Populations vs Samples
The whole group you care about, the slice you actually measure, and why the gap between them is the heart of statistics.
You can rarely measure everyone
Suppose you want the average commute time of every worker in a city. There are millions of them, they change jobs, and nobody has time to ask them all. Measuring the entire group is almost never possible — too expensive, too slow, sometimes physically impossible (you cannot test every light bulb by burning it out).
So statistics does something clever: it measures a small slice, then reasons carefully back to the whole. Getting that reasoning right starts with naming the two groups precisely.
Two words for a number: parameter vs statistic
Once you have a population and a sample, you will compute the same kinds of numbers — an average, a spread — for each. They get different names and different symbols so nobody confuses the true value with the estimate.
- A number that describes the population is a parameter. It is usually unknown and fixed. The population mean is \( \mu \) ("mu") and the population standard deviation is \( \sigma \) ("sigma").
- A number computed from your sample is a statistic. You can actually calculate it, and it changes from sample to sample. The sample mean is \( \bar{x} \) ("x-bar") and the sample standard deviation is \( s \).
A handy memory hook: parameter goes with population; statistic goes with sample. Greek letters describe the unknown truth; ordinary letters describe what you measured.
Watch a sample stand in for a population
The simulation below draws samples from a population whose true shape is fixed. The top strip is the whole population. Each time you draw, a handful of values is pulled out and its average recorded in the bottom panel.
For this lesson, focus on one idea: a single sample's average lands near the population mean but rarely exactly on it, and different samples give slightly different averages. That wobble — the fact that a statistic like \( \bar{x} \) changes from sample to sample — is exactly what the next lessons on sampling distributions are about.
The trap: sampling bias
A sample fails when it is systematically unlike the population — that is sampling bias. Bias is not the same as bad luck; it is a lean in one direction that repeats no matter how much data you collect.
The most common culprit is a convenience sample — grabbing whoever is easy to reach. Ask about commute times only in the office parking lot at 9am and you miss everyone who works from home, takes the train, or starts at noon. Poll about a product only among people who already follow your brand and you hear mostly fans. The sample is easy to get and quietly skewed.
The fix: random sampling
The cure is to remove your choices from the selection. In a simple random sample, every member of the population has an equal chance of being picked, and picks do not depend on who you find convenient. Randomness has no agenda, so on average the sample mirrors the population — fast and slow commuters show up in roughly their true proportions.
Random selection does more than remove bias. Because the picks are random, the sample statistic behaves in a predictable, mathematical way from sample to sample. That predictable behavior — the sampling distribution — is what lets statistics attach honest margins of error to an estimate, and it is exactly where the next lessons go.
- Population: all customers of the cafe — the group the manager actually cares about.
- Sample: the 40 early-Monday customers whose spend was recorded.
- The sample average is the statistic \( \bar{x} \); it is being used to estimate the population parameter \( \mu \), the true average spend of all customers.
- This is a convenience sample taken at one time of day. Early-morning customers may buy mostly coffee, while lunch and afternoon customers spend more on food — so the sample systematically leans low.
- The fix is not simply more early-morning customers; it is a random sample spread across times and days so every customer type has a fair chance to appear.
Check your understanding
- A population is the entire group you care about; a sample is the smaller subset you actually measure because studying everyone is usually impossible.
- A parameter describes the population (mean mu, standard deviation sigma) and is usually unknown; a statistic describes the sample (mean x-bar, standard deviation s) and is what you compute.
- We use sample statistics to estimate population parameters, so the sample must resemble the population in miniature.
- Sampling bias is a systematic lean toward one kind of member; convenience samples (whoever is easy to reach) are a classic cause, and a bigger sample does not fix it.
- Random sampling, where every member has an equal chance of selection, removes that lean and makes the statistic behave predictably — setting up sampling distributions.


**What the task requires**.
Show each line from the records below in which the word "Where" occurs.
(Beginning of Recorded data)
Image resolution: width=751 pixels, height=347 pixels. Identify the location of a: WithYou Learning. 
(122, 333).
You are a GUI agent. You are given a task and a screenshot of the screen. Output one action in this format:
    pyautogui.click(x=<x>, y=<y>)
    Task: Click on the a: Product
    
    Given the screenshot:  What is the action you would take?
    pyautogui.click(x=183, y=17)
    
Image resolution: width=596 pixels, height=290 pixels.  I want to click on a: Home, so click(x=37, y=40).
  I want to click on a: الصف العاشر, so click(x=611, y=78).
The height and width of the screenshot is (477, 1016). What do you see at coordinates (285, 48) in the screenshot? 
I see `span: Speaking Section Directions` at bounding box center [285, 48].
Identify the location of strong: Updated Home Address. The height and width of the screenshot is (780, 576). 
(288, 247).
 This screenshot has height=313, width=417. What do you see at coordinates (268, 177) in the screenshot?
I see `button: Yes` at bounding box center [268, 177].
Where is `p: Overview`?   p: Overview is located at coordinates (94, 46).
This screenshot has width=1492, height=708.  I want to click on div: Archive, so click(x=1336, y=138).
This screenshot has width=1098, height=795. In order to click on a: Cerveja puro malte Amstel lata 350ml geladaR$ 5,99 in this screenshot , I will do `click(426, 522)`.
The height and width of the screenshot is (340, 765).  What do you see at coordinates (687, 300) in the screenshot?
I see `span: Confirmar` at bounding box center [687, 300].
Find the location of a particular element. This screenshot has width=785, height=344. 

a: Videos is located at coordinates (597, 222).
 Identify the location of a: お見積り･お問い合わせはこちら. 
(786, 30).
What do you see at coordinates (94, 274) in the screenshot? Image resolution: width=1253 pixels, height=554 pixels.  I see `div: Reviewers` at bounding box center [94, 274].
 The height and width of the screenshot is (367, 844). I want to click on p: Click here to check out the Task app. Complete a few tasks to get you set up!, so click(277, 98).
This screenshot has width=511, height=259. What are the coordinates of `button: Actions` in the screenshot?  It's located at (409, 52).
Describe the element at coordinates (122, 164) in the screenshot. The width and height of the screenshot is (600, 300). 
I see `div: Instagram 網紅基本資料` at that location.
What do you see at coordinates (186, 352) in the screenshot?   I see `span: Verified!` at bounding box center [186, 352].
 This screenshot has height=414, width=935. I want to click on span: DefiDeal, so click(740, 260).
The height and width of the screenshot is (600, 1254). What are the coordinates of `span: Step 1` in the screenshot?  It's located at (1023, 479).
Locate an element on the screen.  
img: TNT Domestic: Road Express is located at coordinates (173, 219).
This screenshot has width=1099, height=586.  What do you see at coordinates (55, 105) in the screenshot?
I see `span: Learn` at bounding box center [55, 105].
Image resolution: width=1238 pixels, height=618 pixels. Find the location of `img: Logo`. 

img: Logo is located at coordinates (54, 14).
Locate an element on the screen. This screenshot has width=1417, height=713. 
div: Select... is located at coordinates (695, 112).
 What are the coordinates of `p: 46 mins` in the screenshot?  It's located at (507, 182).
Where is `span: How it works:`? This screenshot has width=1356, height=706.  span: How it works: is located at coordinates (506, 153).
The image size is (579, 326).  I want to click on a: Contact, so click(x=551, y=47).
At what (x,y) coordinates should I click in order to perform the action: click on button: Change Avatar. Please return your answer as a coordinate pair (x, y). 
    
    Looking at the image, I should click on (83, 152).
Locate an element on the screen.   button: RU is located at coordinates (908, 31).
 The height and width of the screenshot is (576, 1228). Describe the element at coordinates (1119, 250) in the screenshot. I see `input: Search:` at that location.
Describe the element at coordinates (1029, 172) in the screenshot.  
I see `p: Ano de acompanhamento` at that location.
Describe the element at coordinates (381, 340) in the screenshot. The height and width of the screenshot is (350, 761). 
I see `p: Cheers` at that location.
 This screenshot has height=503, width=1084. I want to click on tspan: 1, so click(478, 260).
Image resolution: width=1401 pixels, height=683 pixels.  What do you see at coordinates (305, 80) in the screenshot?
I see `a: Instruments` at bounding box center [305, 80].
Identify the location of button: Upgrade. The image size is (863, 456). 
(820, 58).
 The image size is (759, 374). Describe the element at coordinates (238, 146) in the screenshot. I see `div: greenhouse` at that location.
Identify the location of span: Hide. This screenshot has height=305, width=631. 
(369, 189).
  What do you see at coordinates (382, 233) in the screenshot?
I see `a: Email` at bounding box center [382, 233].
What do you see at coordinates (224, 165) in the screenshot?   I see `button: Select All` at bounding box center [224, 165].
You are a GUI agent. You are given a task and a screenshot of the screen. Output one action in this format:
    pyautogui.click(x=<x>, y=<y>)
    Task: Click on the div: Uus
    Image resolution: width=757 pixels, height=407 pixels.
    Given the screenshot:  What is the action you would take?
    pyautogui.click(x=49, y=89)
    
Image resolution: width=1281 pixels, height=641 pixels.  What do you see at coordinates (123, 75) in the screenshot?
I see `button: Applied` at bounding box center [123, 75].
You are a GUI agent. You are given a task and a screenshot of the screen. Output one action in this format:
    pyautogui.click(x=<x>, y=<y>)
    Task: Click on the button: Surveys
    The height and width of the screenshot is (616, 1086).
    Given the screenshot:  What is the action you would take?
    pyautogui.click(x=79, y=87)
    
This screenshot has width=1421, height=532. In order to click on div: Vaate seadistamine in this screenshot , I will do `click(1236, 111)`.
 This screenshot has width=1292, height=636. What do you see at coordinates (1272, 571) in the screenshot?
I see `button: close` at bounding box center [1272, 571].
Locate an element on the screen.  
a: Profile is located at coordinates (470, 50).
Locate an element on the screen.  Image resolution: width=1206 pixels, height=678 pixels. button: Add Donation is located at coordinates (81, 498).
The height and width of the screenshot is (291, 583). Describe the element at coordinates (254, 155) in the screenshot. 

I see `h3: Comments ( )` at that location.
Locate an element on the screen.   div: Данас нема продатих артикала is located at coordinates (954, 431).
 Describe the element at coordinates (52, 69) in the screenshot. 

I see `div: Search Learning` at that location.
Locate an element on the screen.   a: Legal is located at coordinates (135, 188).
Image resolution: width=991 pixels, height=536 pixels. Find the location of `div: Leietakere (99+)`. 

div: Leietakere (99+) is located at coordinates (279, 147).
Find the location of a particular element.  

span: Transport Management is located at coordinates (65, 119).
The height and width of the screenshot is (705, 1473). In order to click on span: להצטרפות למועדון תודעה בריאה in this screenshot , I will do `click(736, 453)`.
(End of Recorded data)
**Response**.
Where is `p: Overview`?   p: Overview is located at coordinates (94, 46).
Where is `span: How it works:`? This screenshot has width=1356, height=706.  span: How it works: is located at coordinates (506, 153).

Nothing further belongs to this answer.